Reflections of Higher Education in a Time of Crisis: A Book Review
Dr. Irene Kovala
Former President
Glendale Community College (Glendale, Arizona)
Theorizing the Resilience of American Higher Education, 2019, by Geoffrey M. Cox, Ph.D.
Overview
In his opening prelude, Cox offers guidance to leaders of higher education institutions experiencing tumultuous times when he writes, “higher education has been remarkably adept at changing with the times, and there is no reason to think this capacity has been lost.” That wisdom of that reflection is abundantly apropos in a time when colleges and universities face unprecedented and extraordinary challenges. With Cox’s analysis and insight, we gain lessons that serve leaders well in the 21st Century.
New Purposes, New Models, New Revenues
His book, segmented in two parts, provides both a chronology of the history of higher education and memorializes the seismic shifts higher education has made to adapt, react and reflect the changing American educational landscape. In Part I, Cox describes the three stimuli that have prompted higher education’s transformation through the ages: new social demands, availability of capital and emergence of new organizational models. The historic events of the Civil War, the Morrill Act, the GI bill and others were, each in their own time, the impetus for dramatic change. The movement to Land Grant universities, as an example, gave way to democratizing higher education by incorporating “mechanics” into the curricula that heretofore had been solely focused on the liberal arts. Cox notes, the agility of institutions to absorb, respond, adapt and deliver model(s) of education appropriate as industry, the economy and other external demands is commendable.

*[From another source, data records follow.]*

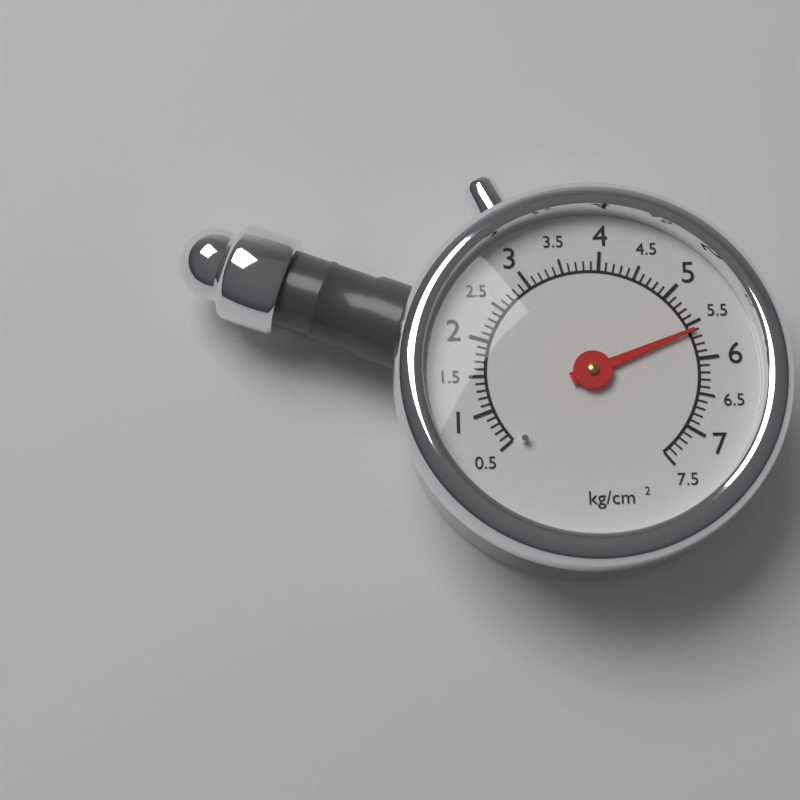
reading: 5.6 kg/cm²
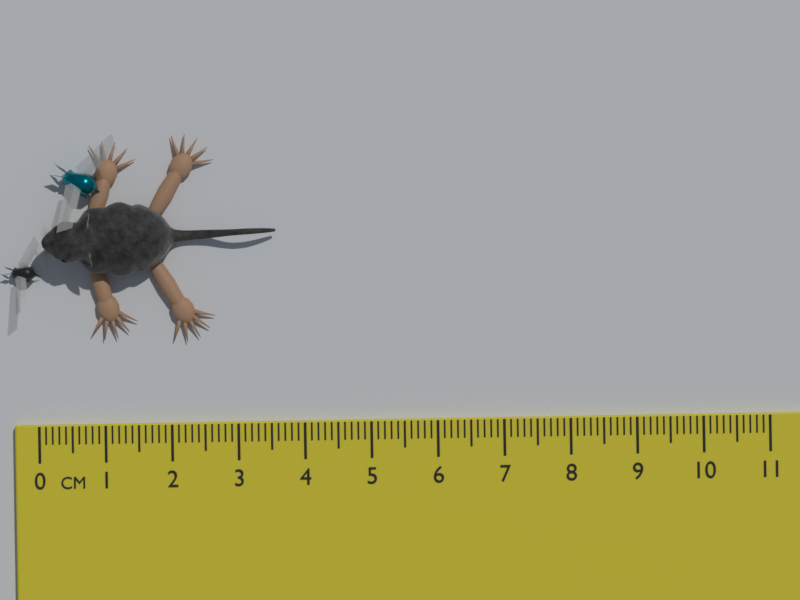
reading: 3.6 cm
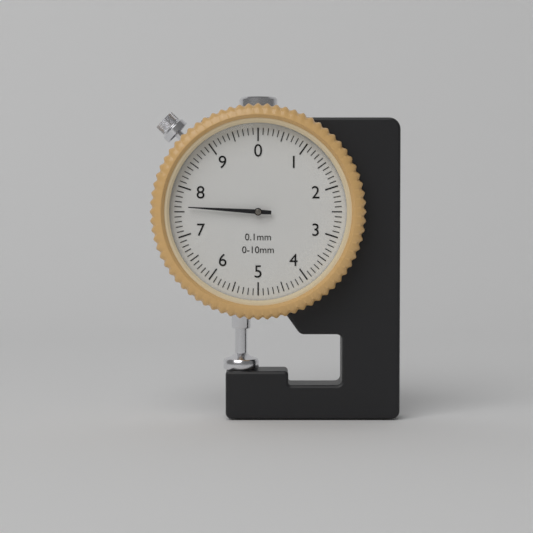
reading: 7.6 mm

Part II brings clarity to what Cox describes as accretive change model (to provide innovative forms into existing structures) and the incorporation of three interconnected factors: the emergence of a new purpose of higher education, new organizational models and new sources of revenue. These “disruptions” challenge institutions of higher learning to incorporate technology in instructional and administrative functions; serve adult learners as never before i.e. the University of Phoenix; become partners with the federal government in the form of research and financial aid; and incorporate accreditation practices that, among others, nudged institutions to shift from static measures of “seat time” and volumes in the library to student learning outcomes. Cox asserts that to equate higher education tradition to virtue is false and that a “fitness test” for colleges or universities measuring responsiveness to environmental changes is imperative if the institution will survive and thrive. He postulates that environmental factors that push higher education have played an active and persuasive role in shaping institutions, more so than leaders themselves.
The Roles of Higher Education Leaders
The multifaceted role of any leader in modern higher education is ultimately to demonstrate education’s intrinsic value while balancing rising costs, higher expectations of its graduates all within the context of declining enrollment and revenue streams for many institutions. Of the many lessons Cox underscores is the critical need for institutions to embrace ongoing self-evaluation and ability to continually adjust based on evidence and results. He illustrated two very opposite approaches to this phenomenon with Sweet Briar College and Corinthian with diametrically opposite conclusions where Sweet Briar emerged transformed and Corinthian closing its doors. Another insightful message to today’s leaders is the need to balance three equal but often competing principles: finance, organization and governance (Cox terms this F.O.G.). These “stakeholders” in shaping a 21st Century institution must be weighed equally in order to emerge vital and relevant.
The Need to Adapt to Survive
Current and aspiring leaders would be wise to attend to Cox’s notion that colleges and universities have spent precious little time in focusing on efficiency in the face of rising costs and tuition. He underscores cost as a primary driver of higher education and reminds us to be mindful to devote time and analysis to cost cutting/removing waste/eliminating programs if the value proposition of education is to remain tenable. Indeed, as a previous college president, I can attest to the inordinate effort required to make relatively simple changes in service models or class schedules to gain some measure of improved cost benefit. That said, Cox maintains that higher education’s ability to adapt should not be underestimated since the primary tenet of its survival remains: the ability to provide allegiance to the ideals of the academy albeit in a more relevant fashion.
Little could Cox know how clairvoyant his book is in the face of a pandemic and civil unrest. In 2020 higher education is being tested like never before. The necessity of a rapid shift to completely online programs and services, closing campuses mid-semester, freezing or reducing tuition, examining systemic and long held racial bias in policies and actions all have assaulted higher education in rapid and tumultuous succession with leaders and institutions writing a new playbook by which to guide decisions. Indeed, emerging from today’s disruptive innovation will be a new model of higher education embracing resiliency, relevancy and currency with entirely new definition.